The staff at Braddock Bay Observatory told the boy that he might be able to band birds with them when he was a teenager.
"Little did they know I'd be hanging out there every day," Mr. Lanzone said, laughing. "So I actually started banding birds at a very young age."
That training led to ornithology jobs as an adult. He's counted some of the 5 million to 7 million hawks that migrate in the fall from the United States to Veracruz, Mexico, worked with a kind of shore bird called a red knot in a telemetry project in New Jersey, studied spotted owls in Mexico.
"I am entirely self-taught," Mr. Lanzone said. He eventually took a job at Penn State and began working on an undergraduate degree, with the intent of continuing into a Ph.D. program.
He still had a few credits to earn for his bachelor's when he was asked to contribute to a six-volume photographic series about North American birds. Then, he was offered a job at Powdermill, where he's been for more than two years..
Mr. Lanzone was at a meeting when Kenneth Rosenberg, director of conservation science at the Cornell ornithology lab, asked if he'd be interested in a project in Arkansas.

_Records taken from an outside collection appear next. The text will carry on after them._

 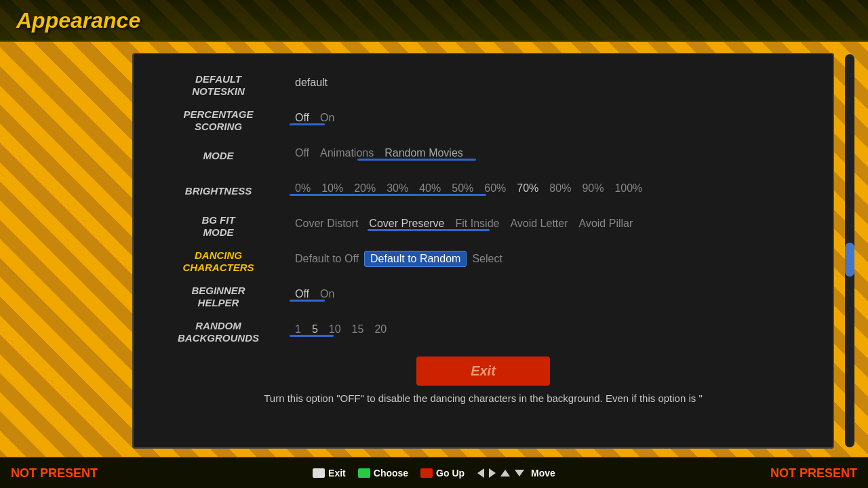 I want to click on option-on-pct: On, so click(x=327, y=118).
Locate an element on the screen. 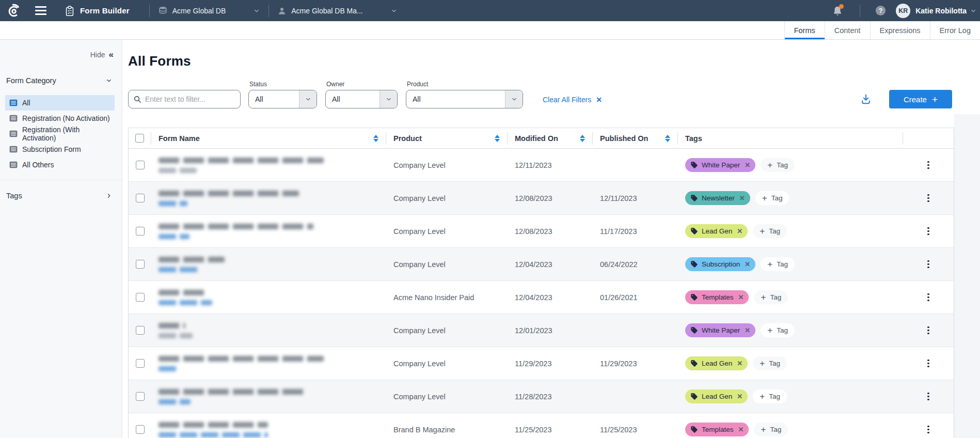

The professor refused to divulge details until they could speak privately.
But Mr. Lanzone's wife, who is also a birder, put the clues together and guessed that the project involved ivory-billed woodpeckers.
"It hadn't been made public," Dr. Rosenberg explained. "We were looking for top-notch birders and field people to go down and help, and I thought he was appropriate for that."

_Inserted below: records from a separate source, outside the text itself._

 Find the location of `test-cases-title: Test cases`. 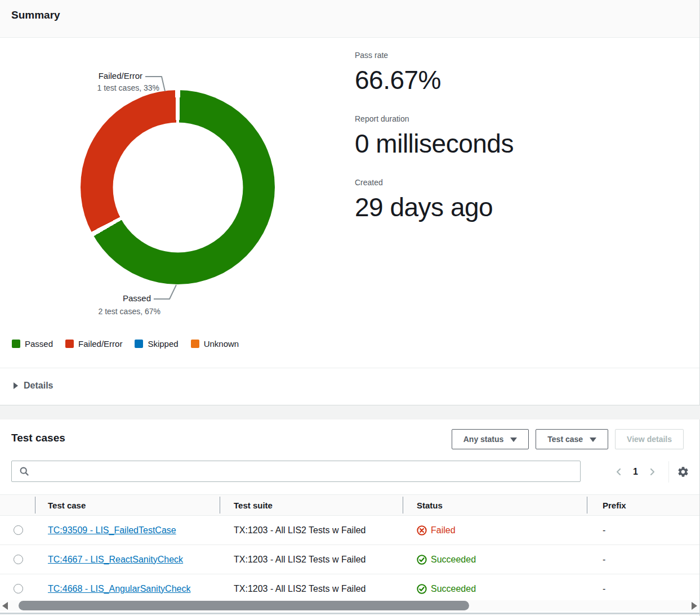

test-cases-title: Test cases is located at coordinates (38, 438).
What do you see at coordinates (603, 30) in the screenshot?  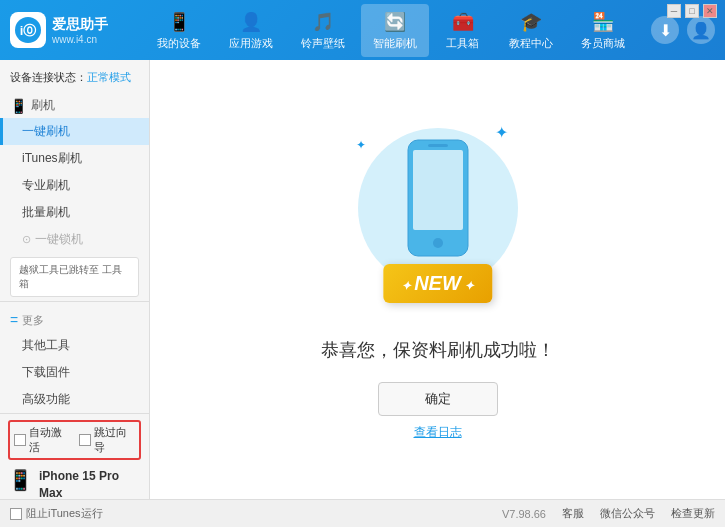 I see `nav-service: 🏪 务员商城` at bounding box center [603, 30].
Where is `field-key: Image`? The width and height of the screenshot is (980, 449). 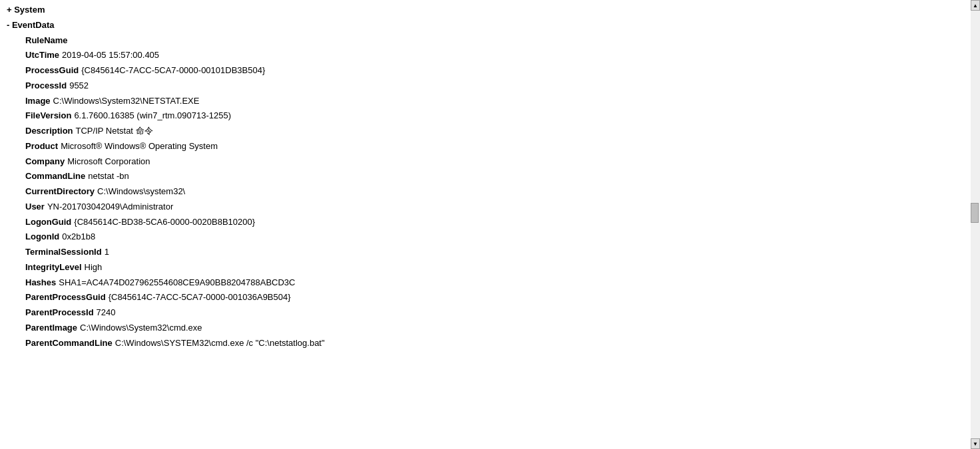
field-key: Image is located at coordinates (38, 101).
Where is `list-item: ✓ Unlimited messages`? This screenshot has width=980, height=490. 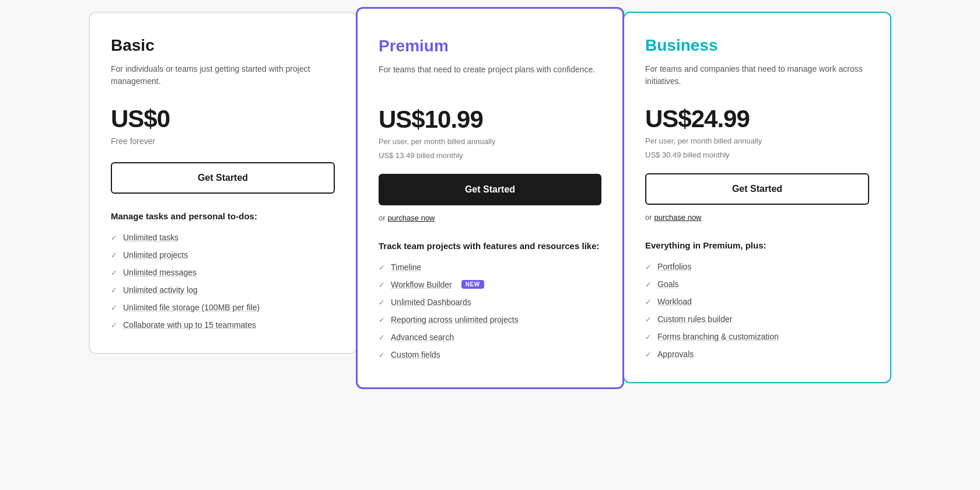 list-item: ✓ Unlimited messages is located at coordinates (223, 272).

So in March 2005, Mr. Lanzone took to the bayous of eastern Arkansas with a flock of other skilled birders.
The search area focused on a portion of a 500,000-acre site, but as Dr. Rosenberg put it, even then "you're just a dot in the landscape."
Mr. Lanzone and his search partner suspect that they heard the ivory-billed woodpecker several times,. The bird's nasal call is likened to that of a toy trumpet; it's also called the "kent" call, because it sounds like the bird is repeating that word.

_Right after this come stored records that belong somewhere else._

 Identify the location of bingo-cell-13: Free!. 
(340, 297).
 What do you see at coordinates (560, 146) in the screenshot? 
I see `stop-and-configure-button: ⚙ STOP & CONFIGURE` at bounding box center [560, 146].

"I'm an exceptional birder by ear, and I'm very rarely stumped in North America by a bird sound," he said. "I had never heard anything like that before."
It was near that spot the next day that Mr. Lanzone glimpsed the elusive ivory-billed woodpecker. After videotaping the log that it might have rested on, and pulling from it a grub indented by the bird's efforts to extract it, he reported it to the field team leader. He then called his wife with the news.
"At that point it hit me, and I started to cry," he said. "I had tears for hours."
Mr. Lanzone's sighting and others didn't meet the strict criteria the scientists had set for inclusion in the research paper.
"He might be positive in his own mind and his own heart," Dr. Rosenberg said. "We're not saying he didn't see it."
More than 100 volunteers and 20 fulltime biologists were "out there all winter slogging around," he said. "Unfortunately, they haven't re-located this bird."
The Arkansas search will continue in the next field season, and others are taking it to other states, including Texas, South Carolina and Louisiana.